Davitt Awards 2026
Entries are now open for the 26th Annual Davitt Awards for the best Australian women’s crime and mystery books of 2025.
Entries are now open for the 26th Annual Davitt Awards for the best Australian women’s crime and mystery books of 2025.
Prizes will be awarded for the best overall stories and for those that are judged to be the winners of each individual category.In order to be eligible for a category prize, stories must incorporate the themes of that category. Please note: you may enter a single story in as many categories as you want (for …
Australia’s premier short story awards for crime fiction written by Australian women. As ever, the Scarlet Stiletto Awards are supported by a huge number of wonderful sponsors. We thank them from the bottom of our hearts for their commitment. Without these organisations the Scarlet Stiletto Awards would not be what they are: the premier short …
With more than $13,000 in prizes up for grabs. The Scarlet Stilettos are Australia’s premier short story awards for crime fiction written by Australian women. More female criminal talent – of the literary kind – is about to be uncovered!
Australia’s premier short story awards for crime fiction written by Australian women. Note: contact details have changed. All enquiries should be sent to the Scarlet Stilettos administrator Ruth Wykes. QUICK INFO: Make sure to read ALL THE INFO below before entering! And if you now need some quick links here they are: BEFORE YOU ENTER …
When I read true crime, I often have to remind myself that this is a real person’s life. They lived and breathed, loved and were loved. This was not a problem in The Vanishing of Vivienne Cameron. Vikki Petraitis never loses sight of the women. They are why she is writing and why she has doggedly pursued this case for decades. I’m grateful for the work that she has done and the grace with which she has done it.
What would women do if there were no men for a day? Georgia Harper once almost painted the question on her front fence. Then, she had a better idea and decided to write a thriller and had the protagonist, Dove, paint that question on the front wall of her permaculture farm on a tourist route . . .
Like, Follow, Die was hard to put down. A thrilling exercise of dot connecting to work out who was responsible, and for what. I was mesmerised from the first page, but the climax was so intense, I couldn’t read quickly enough. I flew through the pages, my heart pounding, cooking dinner totally forgotten. I thoroughly recommend you read Like, Follow, Die, not just for an incredible crime story, but also as a reminder. Beware.
Exploring the many dimensions of poison as the ‘women’s weapon’ will be Chloe Hooper, co-author
of The Mushroom Tapes; Linda Glowacki, toxicologist from the Victorian Institute of Forensic Medicine & Angela Savage on Agatha Christie and poisons, and host Vikki Petraitis.
What do you do if you discover your beloved father is a serial killer? This is what
Georgie Baron-Ross explores with Melbourne author Abby Corson for this month’s Author Spotlight. Abby’s latest novel, Happy Woman. It features Gwynne Hogg — a ‘normal’ woman — whose life unravels as her father’s decades-old secrets surface and the media closes in.
Simon & Schuster is generously donating twenty copies of The Graduate by Rebecca Lim for the Crime Stack for May. It’s Rebecca’s first adult crime novel, a razor-sharp revenge thriller that blows the whistle on the cutthroat world of corporate law. This is a special offer to Sisters in Crime members. Join now and be in the running for a complimentary paperback copy of The Graduate.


All of the records that follow need to be copied word for word, without the pictures.
---------------
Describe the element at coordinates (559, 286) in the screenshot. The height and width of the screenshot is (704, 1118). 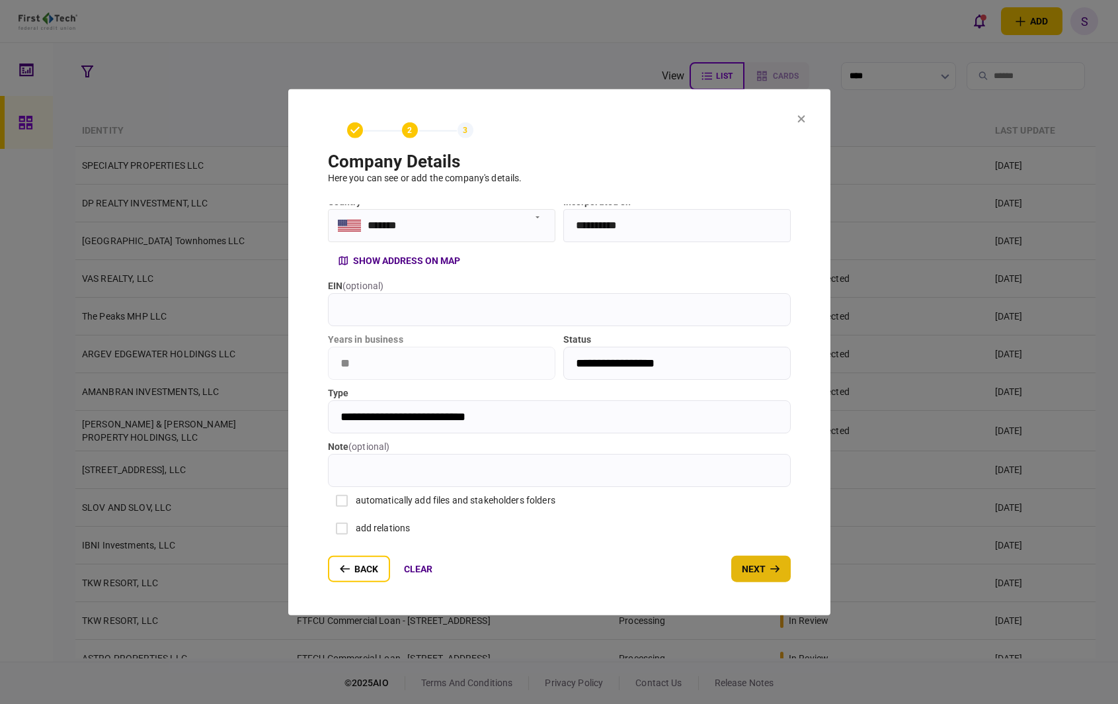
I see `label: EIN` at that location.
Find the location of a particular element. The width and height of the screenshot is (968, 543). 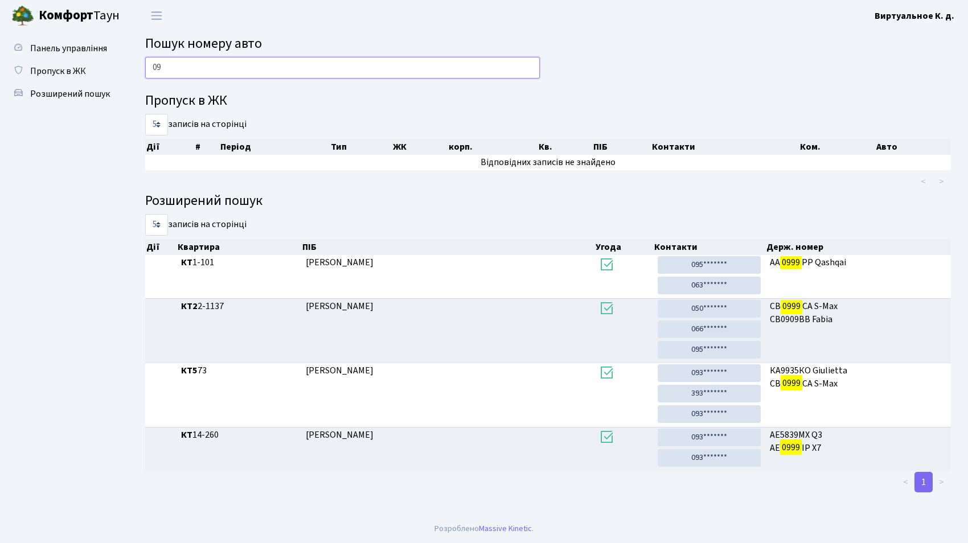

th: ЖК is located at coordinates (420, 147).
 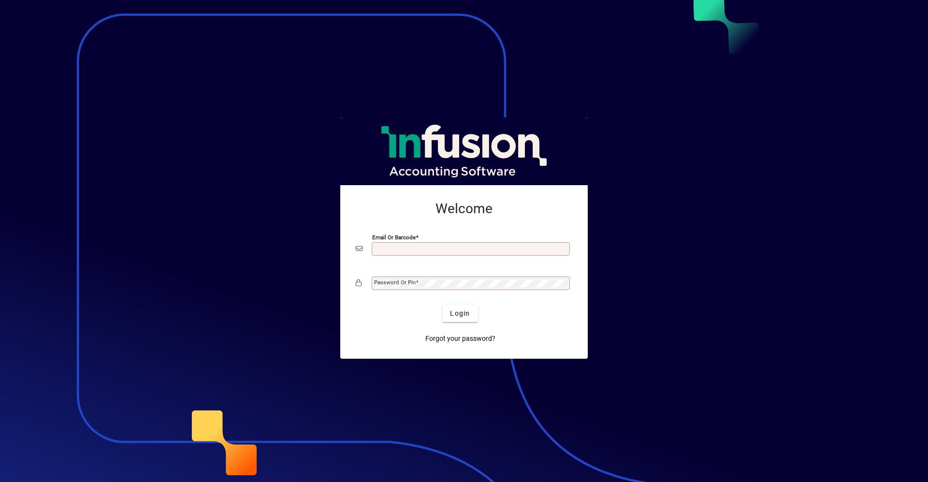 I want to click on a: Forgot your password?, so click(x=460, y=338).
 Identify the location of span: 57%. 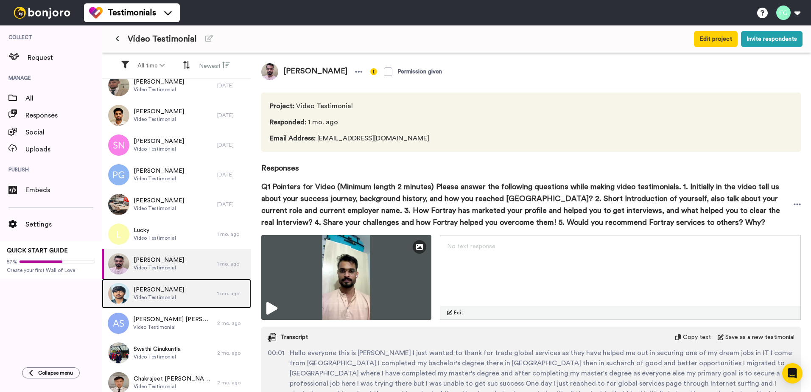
---------------
◆ Answer to the exercise:
Describe the element at coordinates (559, 286) in the screenshot. The height and width of the screenshot is (704, 1118). 
I see `label: EIN` at that location.
Find the location of a particular element. The width and height of the screenshot is (968, 543). 

th: ЖК is located at coordinates (420, 147).
  I want to click on a: Forgot your password?, so click(x=460, y=338).
 Identify the location of span: 57%. 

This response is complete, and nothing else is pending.